While social search is still very much in its infancy, the giants of social media and search are all keen to get in on the action. Google is keen to make itself more like a social network, recently launching the beta version of Google+, while Facebook continues to threaten to expand its considerable influence into the field of search.

Now Microsoft has thrown its hat into the social search arena. Well at least it did, briefly, before yanking it back in mock embarrassment.

Oopsy daisy...

Currently, Microsoft's www.socl.com bears nothing but a short message that states, "Thanks for stopping by. Socl.com is an internal design project from a team in Microsoft Research which was mistakenly published to the web. We didn't mean to, honest."

But for a brief time, what was displayed on the site was an innocuous green rectangle, accompanied by a similarly innocuous series of advertising-friendly portraitures, and the message, "Welcome.

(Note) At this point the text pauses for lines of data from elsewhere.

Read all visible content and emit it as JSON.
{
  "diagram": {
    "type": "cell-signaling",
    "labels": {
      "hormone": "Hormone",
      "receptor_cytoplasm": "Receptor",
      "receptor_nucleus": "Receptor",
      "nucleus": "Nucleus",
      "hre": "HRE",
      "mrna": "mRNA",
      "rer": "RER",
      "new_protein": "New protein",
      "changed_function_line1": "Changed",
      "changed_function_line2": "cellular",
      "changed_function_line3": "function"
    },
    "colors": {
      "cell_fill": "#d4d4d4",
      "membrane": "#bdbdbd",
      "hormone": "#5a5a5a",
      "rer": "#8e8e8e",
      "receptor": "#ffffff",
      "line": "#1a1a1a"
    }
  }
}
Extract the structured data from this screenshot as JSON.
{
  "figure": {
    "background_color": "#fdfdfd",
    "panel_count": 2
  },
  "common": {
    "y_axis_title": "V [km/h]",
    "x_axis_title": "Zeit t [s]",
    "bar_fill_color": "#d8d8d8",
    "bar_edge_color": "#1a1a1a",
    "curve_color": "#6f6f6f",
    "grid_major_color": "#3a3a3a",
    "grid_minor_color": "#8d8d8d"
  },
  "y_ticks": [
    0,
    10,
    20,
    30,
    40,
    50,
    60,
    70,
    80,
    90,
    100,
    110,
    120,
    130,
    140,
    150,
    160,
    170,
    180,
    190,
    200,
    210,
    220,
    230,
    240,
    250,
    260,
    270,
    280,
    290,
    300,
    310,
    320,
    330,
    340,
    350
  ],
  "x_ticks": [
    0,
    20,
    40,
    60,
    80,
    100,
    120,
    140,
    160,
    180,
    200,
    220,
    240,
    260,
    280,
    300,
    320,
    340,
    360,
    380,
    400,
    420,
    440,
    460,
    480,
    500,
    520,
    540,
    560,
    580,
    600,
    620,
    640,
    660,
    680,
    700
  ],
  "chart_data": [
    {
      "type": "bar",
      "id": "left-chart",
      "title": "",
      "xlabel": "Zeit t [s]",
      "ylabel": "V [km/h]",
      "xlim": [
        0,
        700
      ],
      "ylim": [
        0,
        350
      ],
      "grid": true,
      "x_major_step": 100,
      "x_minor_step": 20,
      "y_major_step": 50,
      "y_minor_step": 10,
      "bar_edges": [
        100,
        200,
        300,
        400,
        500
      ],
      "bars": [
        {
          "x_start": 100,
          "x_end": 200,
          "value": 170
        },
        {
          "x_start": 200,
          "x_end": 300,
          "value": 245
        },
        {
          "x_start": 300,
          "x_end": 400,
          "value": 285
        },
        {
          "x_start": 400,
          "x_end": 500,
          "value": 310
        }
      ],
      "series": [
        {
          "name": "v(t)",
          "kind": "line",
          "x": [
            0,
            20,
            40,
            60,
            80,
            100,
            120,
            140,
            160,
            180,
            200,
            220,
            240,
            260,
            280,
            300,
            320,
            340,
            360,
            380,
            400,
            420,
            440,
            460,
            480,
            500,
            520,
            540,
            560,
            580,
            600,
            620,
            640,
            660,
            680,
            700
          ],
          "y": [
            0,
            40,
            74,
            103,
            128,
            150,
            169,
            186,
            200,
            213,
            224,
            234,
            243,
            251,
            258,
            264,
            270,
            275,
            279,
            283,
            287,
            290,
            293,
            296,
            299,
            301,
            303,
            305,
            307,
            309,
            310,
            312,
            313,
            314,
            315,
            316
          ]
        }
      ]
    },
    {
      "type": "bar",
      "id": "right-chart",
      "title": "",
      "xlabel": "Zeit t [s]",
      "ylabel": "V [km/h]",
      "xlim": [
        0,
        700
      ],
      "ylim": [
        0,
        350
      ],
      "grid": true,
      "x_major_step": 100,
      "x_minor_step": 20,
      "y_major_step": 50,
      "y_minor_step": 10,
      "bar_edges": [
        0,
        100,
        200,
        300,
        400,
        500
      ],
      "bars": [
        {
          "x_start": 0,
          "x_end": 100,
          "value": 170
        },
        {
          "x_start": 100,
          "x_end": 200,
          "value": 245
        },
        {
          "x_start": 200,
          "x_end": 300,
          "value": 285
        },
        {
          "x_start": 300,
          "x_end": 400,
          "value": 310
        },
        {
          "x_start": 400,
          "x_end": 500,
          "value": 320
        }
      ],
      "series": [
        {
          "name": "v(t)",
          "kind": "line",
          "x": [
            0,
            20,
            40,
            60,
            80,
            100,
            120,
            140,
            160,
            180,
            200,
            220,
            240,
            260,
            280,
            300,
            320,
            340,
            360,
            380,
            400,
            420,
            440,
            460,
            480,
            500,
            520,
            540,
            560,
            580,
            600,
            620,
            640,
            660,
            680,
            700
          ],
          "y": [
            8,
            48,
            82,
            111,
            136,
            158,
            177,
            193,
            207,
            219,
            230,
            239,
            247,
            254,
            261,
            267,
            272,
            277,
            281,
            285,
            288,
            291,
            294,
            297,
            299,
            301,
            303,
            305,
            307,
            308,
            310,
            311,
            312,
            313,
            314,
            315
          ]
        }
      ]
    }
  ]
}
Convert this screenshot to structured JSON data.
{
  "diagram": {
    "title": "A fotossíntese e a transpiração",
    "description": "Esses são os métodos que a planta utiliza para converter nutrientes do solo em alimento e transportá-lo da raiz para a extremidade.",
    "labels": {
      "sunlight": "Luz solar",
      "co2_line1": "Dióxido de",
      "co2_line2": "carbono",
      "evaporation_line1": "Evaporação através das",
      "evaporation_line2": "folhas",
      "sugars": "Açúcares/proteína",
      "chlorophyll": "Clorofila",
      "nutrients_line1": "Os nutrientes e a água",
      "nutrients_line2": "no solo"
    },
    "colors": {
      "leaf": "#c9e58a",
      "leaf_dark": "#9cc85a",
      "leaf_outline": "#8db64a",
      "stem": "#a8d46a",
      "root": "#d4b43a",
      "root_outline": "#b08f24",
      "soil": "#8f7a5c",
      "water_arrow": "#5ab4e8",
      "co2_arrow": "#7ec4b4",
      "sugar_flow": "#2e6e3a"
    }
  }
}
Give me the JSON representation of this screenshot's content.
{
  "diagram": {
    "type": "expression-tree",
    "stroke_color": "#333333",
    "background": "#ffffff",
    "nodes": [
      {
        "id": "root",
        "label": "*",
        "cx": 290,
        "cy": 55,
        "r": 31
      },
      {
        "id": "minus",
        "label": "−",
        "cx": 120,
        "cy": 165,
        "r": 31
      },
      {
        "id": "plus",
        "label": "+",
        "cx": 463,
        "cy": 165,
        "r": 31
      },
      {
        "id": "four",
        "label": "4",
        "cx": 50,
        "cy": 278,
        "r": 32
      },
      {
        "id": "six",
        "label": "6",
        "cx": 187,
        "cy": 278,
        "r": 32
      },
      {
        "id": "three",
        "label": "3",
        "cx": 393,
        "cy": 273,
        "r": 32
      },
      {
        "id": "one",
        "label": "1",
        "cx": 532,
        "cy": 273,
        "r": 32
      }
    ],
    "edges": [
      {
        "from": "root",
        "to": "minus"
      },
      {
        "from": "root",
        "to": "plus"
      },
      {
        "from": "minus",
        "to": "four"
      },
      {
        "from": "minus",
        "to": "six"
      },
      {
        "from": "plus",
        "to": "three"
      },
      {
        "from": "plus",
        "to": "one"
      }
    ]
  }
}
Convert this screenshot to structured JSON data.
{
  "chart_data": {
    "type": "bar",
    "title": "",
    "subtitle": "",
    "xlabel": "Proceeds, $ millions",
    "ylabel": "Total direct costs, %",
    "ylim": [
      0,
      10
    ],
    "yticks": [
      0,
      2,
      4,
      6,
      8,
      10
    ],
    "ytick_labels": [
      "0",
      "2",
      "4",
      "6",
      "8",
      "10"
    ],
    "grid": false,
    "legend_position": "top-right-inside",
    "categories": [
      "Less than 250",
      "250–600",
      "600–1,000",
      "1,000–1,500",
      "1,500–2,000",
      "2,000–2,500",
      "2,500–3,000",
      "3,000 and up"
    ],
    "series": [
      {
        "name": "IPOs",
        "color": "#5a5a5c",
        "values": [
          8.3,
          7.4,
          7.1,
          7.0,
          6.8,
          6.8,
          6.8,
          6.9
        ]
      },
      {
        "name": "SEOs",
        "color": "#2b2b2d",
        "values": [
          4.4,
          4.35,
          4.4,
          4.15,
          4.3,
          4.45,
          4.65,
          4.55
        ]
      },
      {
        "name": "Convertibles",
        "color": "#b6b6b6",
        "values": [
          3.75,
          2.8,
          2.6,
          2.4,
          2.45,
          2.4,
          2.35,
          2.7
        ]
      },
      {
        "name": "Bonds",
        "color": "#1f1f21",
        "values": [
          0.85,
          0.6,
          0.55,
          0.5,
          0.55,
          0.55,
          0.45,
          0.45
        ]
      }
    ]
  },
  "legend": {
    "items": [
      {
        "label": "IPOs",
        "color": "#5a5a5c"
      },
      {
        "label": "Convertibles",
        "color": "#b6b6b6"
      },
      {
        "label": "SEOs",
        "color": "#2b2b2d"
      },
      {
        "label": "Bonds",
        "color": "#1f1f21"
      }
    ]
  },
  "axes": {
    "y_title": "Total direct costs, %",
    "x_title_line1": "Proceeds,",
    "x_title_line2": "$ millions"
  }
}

With Tualip you can Find (their capitals) what you need and Share what you know easier than ever." This was happened across by a blogger known as J.B., and the screen capture of this mysterious 'Tualip' has been doing the rounds on the Internet ever since.

The future of search?

Little more is known about the project, or whether the leak was indeed accidental or simply a little marketing exercise by Microsoft. But if anything, it is further evidence of the swelling tides of change approaching the search and social aspects of the Internet, and by extension, the field of search engine optimisation.

It is not possible to predict how exactly social search will alter SEO, but it seems likely that it will be a gradual evolution, with common SEO practices being adapted to keep up with the pace of change. Alternatively, as the doomsayers would have it, it could be 'the death of SEO'.